The impact of urbanization on climate change, and in turn how climate change affects the disruption of cities, is the focus of the World Habitat Day, which falls on Monday.
Now in its 25th year, the UN initiative examines how mankind can make its towns and cities better places, while promoting the basic rights of all people to have adequate shelter.
As the planet gets set to welcome its 7 billionth resident this month, and with more than half of them being city dwellers, UN-Habitat, organizer of World Habitat Day, believes the rapid urbanization, and the climate changes associated with it, is one of the greatest challenges facing human beings today.
According to Cities and Climate Change: Global Report on Human Settlements 2011, the UN Habitat report released earlier this year, by 2050 there could be as many as 200 million "enviro-refugees" worldwide, forced from their homes by rising sea levels and increasingly frequent droughts or flooding.
In addition, about 60 million people currently live in areas that are 1 1 meter above sea level. That number is forecast to rise to 130 million by the end of the century and major coastal cities like Shanghai, Tokyo and New York could face serious threats from storm surges with the rising sea levels.
Ahead of the Global Observance of World Habitat Day, to be hosted on Monday in Aguascalientes, Mexico under the theme of Cities and Climate Change, UN Secretary-General Ban Ki-moon wrote in a statement that experts are predicting by 2050 the global population will increase 50 percent from what it was in 1999.
He noted that scientists have said by that time, "global greenhouse gas emissions must decrease by 50 percent compared to levels at the turn of the millennium."
"I call this the '50-50- 50' challenge. Rising sea levels are a major impact of climate change -- and an urgent concern ... The nexus between urbanization and climate change is real and potentially deadly," Ban wrote.
"Cities are centers of industrialization and sources of emissions, but they are also home to solutions. More and more municipalities are harnessing wind, solar and geothermal energy, contributing to green growth and improving environmental protection," he added.
In Vancouver, a city that hosted one of the early Habitat conferences in 1976, Rob Sienuc, principal of Broadway Architects, said his profession is cognizant of the implications of the rapid urbanization and is acting accordingly.
"We've turned a corner. We're changing our attitude toward the way we build cities, particularly here in North America. It's really starting to happen. But there is still a long way to go. Like anything, it's changing our attitude to the way we live. Too much consumption causes the problems we have here. It causes our pollution problems and everything else," said Sienuc.
Many of Sieniuc's projects, ranging from schools to purpose-built communities, are in Canada's far north in the Yukon and the Northwest Territories, where the winter temperatures can get as low as -55 degrees Celsius. With such extreme conditions, all his designs are planned and created in a sustainable environmental design, starting with the land, community and building.
"That's the order. We have to respect the balance of nature. We have to be in balance with nature basically. It starts at that point so anything we do in terms of an imprint on the environment we got to be respectful so we are not actually affecting the eco-systems. It's an ecology thing first, a community thing second, and to me, it's a building thing third. That to me is sort of the importance. We got to remember that," he said.
Of particular interest and concern to Sieniuc are energy sources. He considered that heavy reliance on fossil fuels, particularly coal, has been a big part of the world's pollution problems. In addition, the established economic powers have exported their problems to developing countries, hence the daily traffic chaos found in most big cities around Asia.
As a supporter of geo-exchange, and other renewable energies, such as solar and wind, he suggests the energy of the Earth can be harnessed by drilling down 60 to 100 meters. That far down there is a constant temperature that can be harnessed anywhere on the planet, be it Africa or the Arctic.
"I do a lot of work up north. The effects up there are very dramatic. Climate change effects are very dramatic. The cost of energy is very dramatic and you see these changes and the communities up there have to address them now because it's very, very costly," Sieniuc said.
"If we don't address them we're going to end up at a point where it's just going to become too much money to rely on that kind of energy to heat our homes, heat our buildings, schools and everything else. So we have to change the way, just change our approach to energy and what we use for energy."
Sieniuc added he has seen the effects of pollution first hand, even in the remote Yukon, an area of about 35,000 population and with little industry. The population have floated in from other parts of the world and settled down.
"When you are talking about Habitat Day, it truly is, it's a global thing and it's a global responsibility stewardship that we all have," he said.
"I use the term enviro-citizen. We are really enviro-citizens of the world and we got to be respectful of water across the border. We have to be respectful of the air, all those things, because that is the only way we are all going to be able to live together in future as the population grows and we have more and more demands on the Earth."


- WHAT YOU ARE ASKED TO DO:
The response should contain only those lines of the entries below that include the string "filled".
######
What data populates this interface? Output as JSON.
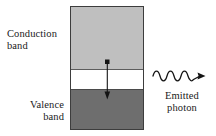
{
  "figure": {
    "type": "semiconductor-band-diagram",
    "background_color": "#ffffff"
  },
  "bands": {
    "conduction": {
      "name": "conduction-band",
      "label_line1": "Conduction",
      "label_line2": "band",
      "fill_color": "#bfbfbf"
    },
    "gap": {
      "name": "band-gap",
      "fill_color": "#ffffff"
    },
    "valence": {
      "name": "valence-band",
      "label_line1": "Valence",
      "label_line2": "band",
      "fill_color": "#6e6e6e"
    },
    "outline_color": "#3d3d3d"
  },
  "transition": {
    "name": "electron-transition-arrow",
    "direction": "downward",
    "start_marker": "filled-square-dot",
    "end_marker": "filled-arrowhead",
    "stroke_color": "#1a1a1a"
  },
  "photon": {
    "name": "emitted-photon-wave",
    "label_line1": "Emitted",
    "label_line2": "photon",
    "wave_cycles": 4,
    "direction": "rightward",
    "stroke_color": "#1a1a1a"
  }
}
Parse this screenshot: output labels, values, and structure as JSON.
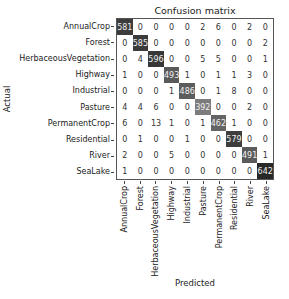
{
  "chart_data": {
    "type": "heatmap",
    "title": "Confusion matrix",
    "xlabel": "Predicted",
    "ylabel": "Actual",
    "colormap": "greys",
    "classes": [
      "AnnualCrop",
      "Forest",
      "HerbaceousVegetation",
      "Highway",
      "Industrial",
      "Pasture",
      "PermanentCrop",
      "Residential",
      "River",
      "SeaLake"
    ],
    "matrix": [
      [
        581,
        0,
        0,
        0,
        0,
        2,
        6,
        0,
        2,
        0
      ],
      [
        0,
        585,
        0,
        0,
        0,
        0,
        0,
        0,
        0,
        2
      ],
      [
        0,
        4,
        596,
        0,
        0,
        5,
        5,
        0,
        0,
        1
      ],
      [
        1,
        0,
        0,
        493,
        1,
        0,
        1,
        1,
        3,
        0
      ],
      [
        0,
        0,
        0,
        1,
        486,
        0,
        1,
        8,
        0,
        0
      ],
      [
        4,
        4,
        6,
        0,
        0,
        392,
        0,
        0,
        2,
        0
      ],
      [
        6,
        0,
        13,
        1,
        0,
        1,
        462,
        1,
        0,
        0
      ],
      [
        0,
        1,
        0,
        0,
        1,
        0,
        0,
        579,
        0,
        0
      ],
      [
        2,
        0,
        0,
        5,
        0,
        0,
        0,
        0,
        491,
        1
      ],
      [
        1,
        0,
        0,
        0,
        0,
        0,
        0,
        0,
        0,
        642
      ]
    ],
    "vmin": 0,
    "vmax": 642
  }
}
######
- EXERCISE RESULT:
    "start_marker": "filled-square-dot",
    "end_marker": "filled-arrowhead",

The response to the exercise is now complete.